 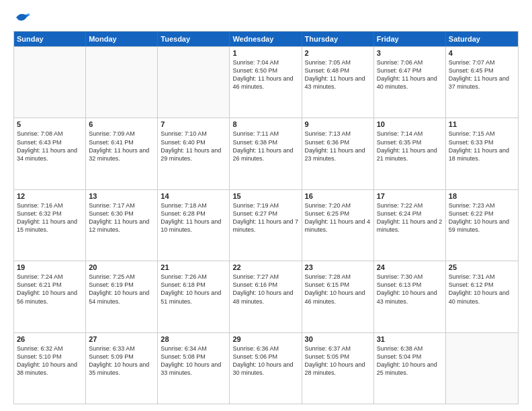 What do you see at coordinates (410, 196) in the screenshot?
I see `day-number-17: 17` at bounding box center [410, 196].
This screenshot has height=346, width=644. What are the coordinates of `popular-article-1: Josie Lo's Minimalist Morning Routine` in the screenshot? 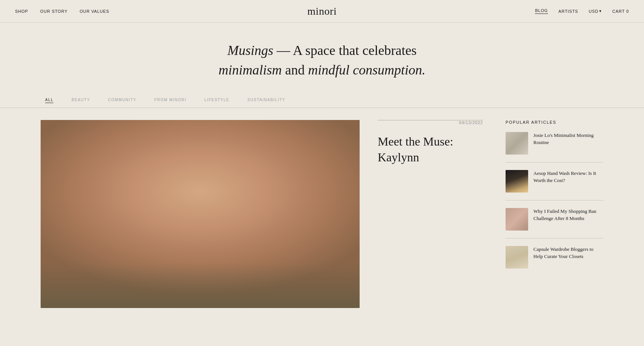 It's located at (554, 147).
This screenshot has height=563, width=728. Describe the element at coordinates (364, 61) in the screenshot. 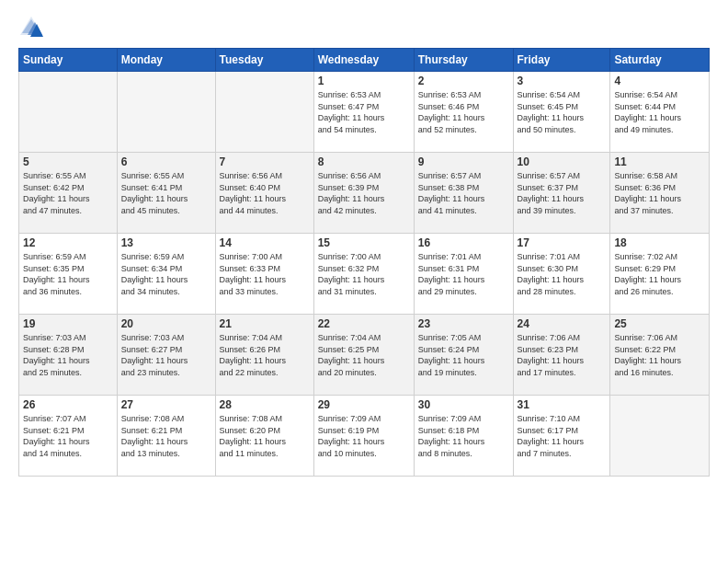

I see `weekday-header-row: SundayMondayTuesdayWednesdayThursdayFrid…` at that location.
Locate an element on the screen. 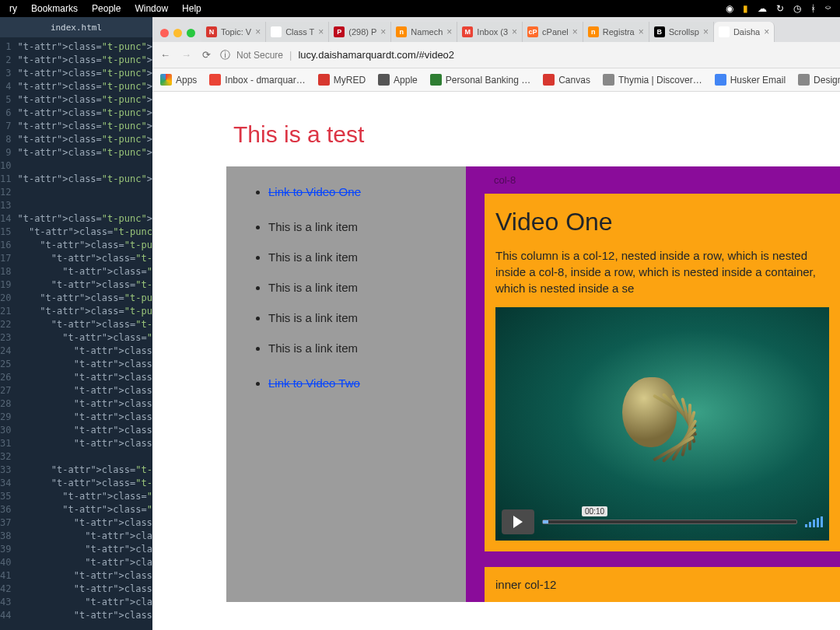 This screenshot has width=840, height=630. wifi-icon: ⌔ is located at coordinates (828, 9).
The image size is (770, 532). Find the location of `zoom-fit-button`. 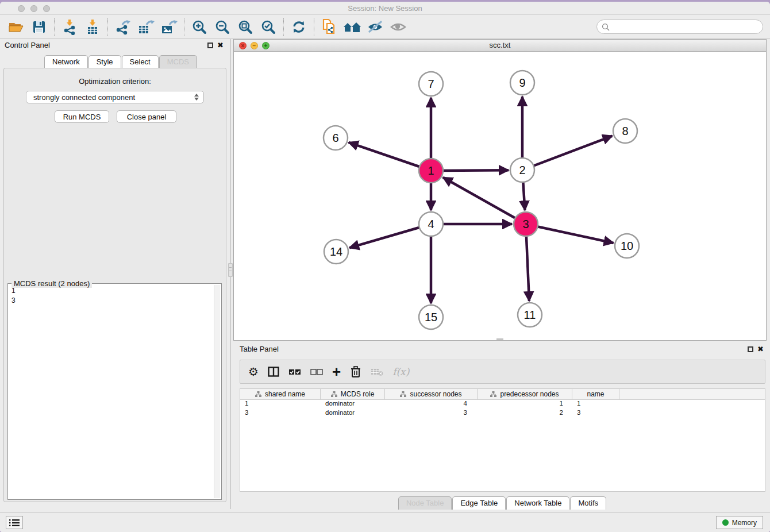

zoom-fit-button is located at coordinates (245, 27).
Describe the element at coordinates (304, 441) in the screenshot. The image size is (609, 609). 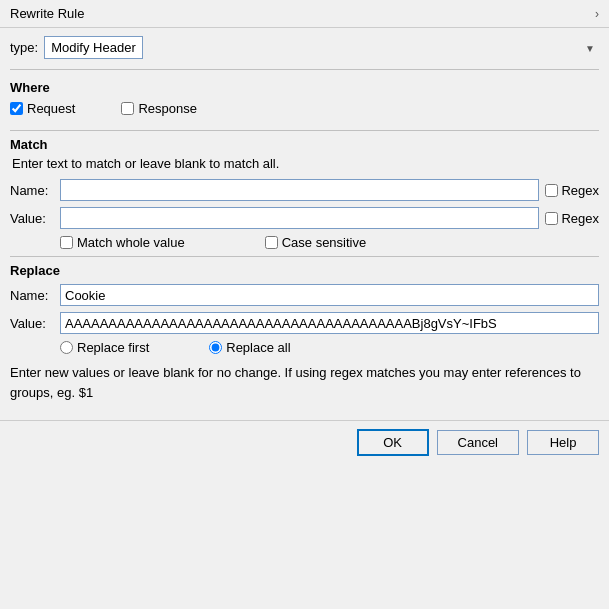
I see `button-row: OK Cancel Help` at that location.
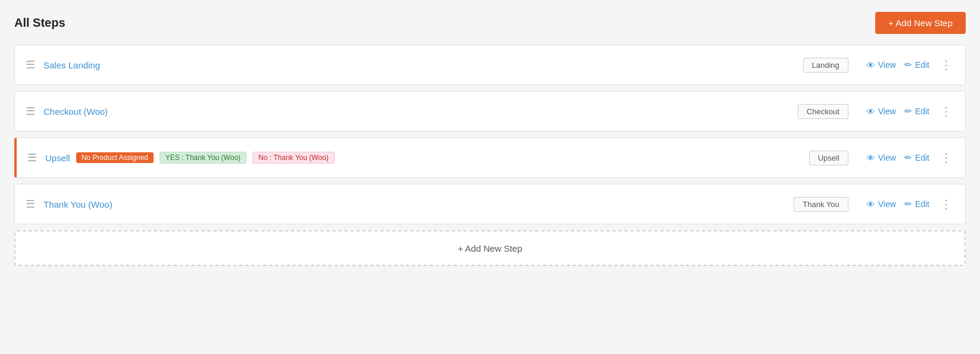 The image size is (980, 354). What do you see at coordinates (294, 158) in the screenshot?
I see `badge-no-upsell: No : Thank You (Woo)` at bounding box center [294, 158].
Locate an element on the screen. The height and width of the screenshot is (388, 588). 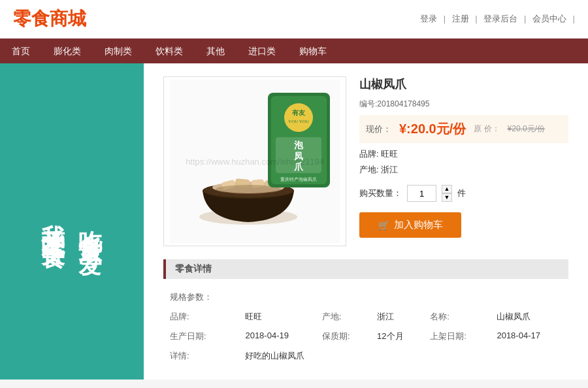
details-table: 规格参数： 品牌: 旺旺 产地: 浙江 名称: 山椒凤爪 生产日期: 2018-… is located at coordinates (366, 327).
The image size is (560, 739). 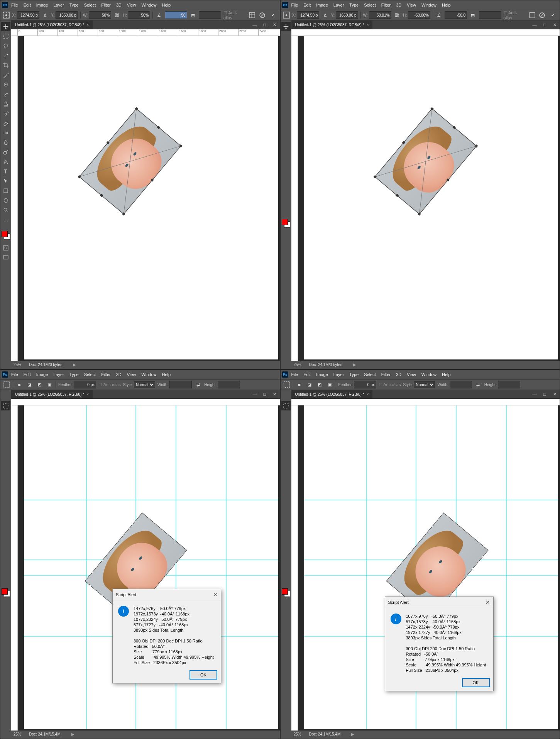 I want to click on marquee-preset-icon, so click(x=287, y=385).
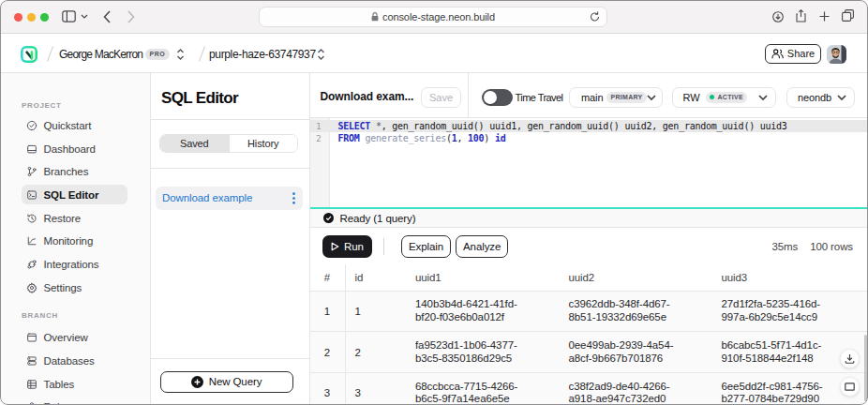  I want to click on download-results-button, so click(849, 358).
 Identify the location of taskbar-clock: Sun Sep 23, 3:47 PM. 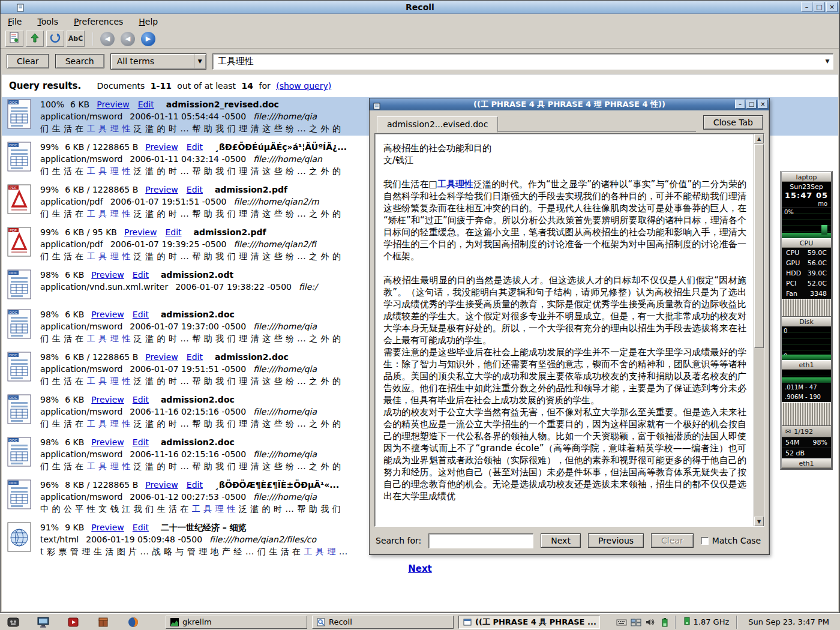
(790, 622).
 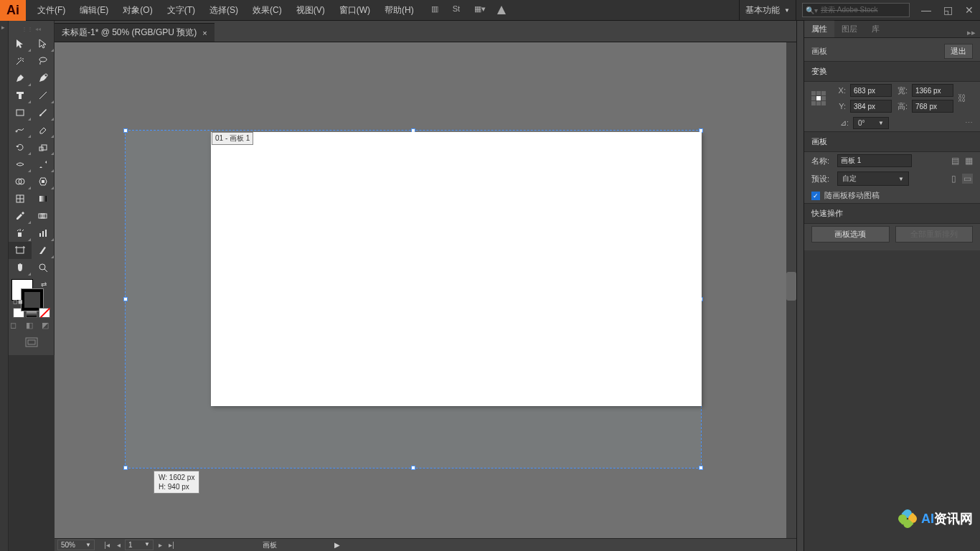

◆ **Goal of the exercise**
Set down word for word the lines beginning with the one containing "Identify the location" and ending with the last line of the listing, inclusive. Omit every picture.

◆ **Exercise answer**
 Identify the location of taskbar-clock: Sun Sep 23, 3:47 PM. 
(790, 622).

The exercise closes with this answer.